What I do here the systems that are booted infrequently is add this to /etc/crontab:
@reboot root /etc/cron.hourly/0anacron
and change /etc/anacrontab:
# the maximal random delay added to the base delay of the jobs RANDOM_DELAY=2 # the jobs will be started during the following hours only START_HOURS_RANGE=0-24
-wolfgang
On 18Dec2013 00:43, Jonathan Ryshpan jonrysh@pacbell.net wrote:
* Frequently, I start the system, check my email and leave for breakfast; on these days, I'd like backup to start when I leave; I would invoke it by a shell script or whatever. * Other days, I stay on the system for a while; on these days I'd like cron to start the job whenever its algorithms think best. * I don't want to leave starting the job completely to a shell script run from a terminal, because I'd often forget to run it.If I can replace cron with at and get the desired result, I'll be happy.
Cron's algorithms are pretty simple; the do things when you tell them to:-(
If it were me I'd be doing this as follows:
I have a "flag" command:
https://bitbucket.org/cameron_simpson/css/src/tip/bin/flag
I'd have a cron job for midnight that sets "BACKUP_DUE" to 1:
flag BACKUP_DUE 1
I'd have a core script that runs the backup with not checks of controls. I presume you have such.

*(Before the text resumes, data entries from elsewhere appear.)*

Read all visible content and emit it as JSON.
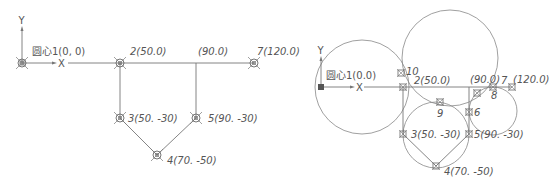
{
  "colors": {
    "line": "#777777",
    "text": "#555555",
    "marker": "#666666"
  },
  "left_diagram": {
    "axis": {
      "x_label": "X",
      "y_label": "Y"
    },
    "points": [
      {
        "id": "p1",
        "label": "圆心1(0, 0)",
        "x": 22,
        "y": 63
      },
      {
        "id": "p2",
        "label": "2(50.0)",
        "x": 120,
        "y": 63
      },
      {
        "id": "p90",
        "label": "(90.0)",
        "x": 196,
        "y": 63
      },
      {
        "id": "p7",
        "label": "7(120.0)",
        "x": 254,
        "y": 63
      },
      {
        "id": "p3",
        "label": "3(50. -30)",
        "x": 120,
        "y": 118
      },
      {
        "id": "p5",
        "label": "5(90. -30)",
        "x": 196,
        "y": 118
      },
      {
        "id": "p4",
        "label": "4(70. -50)",
        "x": 157,
        "y": 155
      }
    ]
  },
  "right_diagram": {
    "axis": {
      "x_label": "X",
      "y_label": "Y"
    },
    "points": [
      {
        "id": "r1",
        "label": "圆心1(0.0)"
      },
      {
        "id": "r10",
        "label": "10"
      },
      {
        "id": "r2",
        "label": "2(50.0)"
      },
      {
        "id": "r90",
        "label": "(90.0)"
      },
      {
        "id": "r7",
        "label": "7"
      },
      {
        "id": "r120",
        "label": "(120.0)"
      },
      {
        "id": "r8",
        "label": "8"
      },
      {
        "id": "r9",
        "label": "9"
      },
      {
        "id": "r6",
        "label": "6"
      },
      {
        "id": "r3",
        "label": "3(50. -30)"
      },
      {
        "id": "r5",
        "label": "5(90. -30)"
      },
      {
        "id": "r4",
        "label": "4(70. -50)"
      }
    ]
  }
}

I'd have a wrapper script that takes a lock, checks BACKUP_DUE. If false, do nothing, maybe report "backup not due". If true, set it to false and dispatch the core script. Release lock.
Untested hack:
if mkdir /tmp/backup_lock then if flag BACKUP_DUE then flag BACKUP_DUE 0 core_backup_script 2>&1 | mail the-sysadmin & fi rmdir /tmp/backup_lock fi
Have a cron job that fires at 10am or whenever that is fallback for your manual backup dispatch.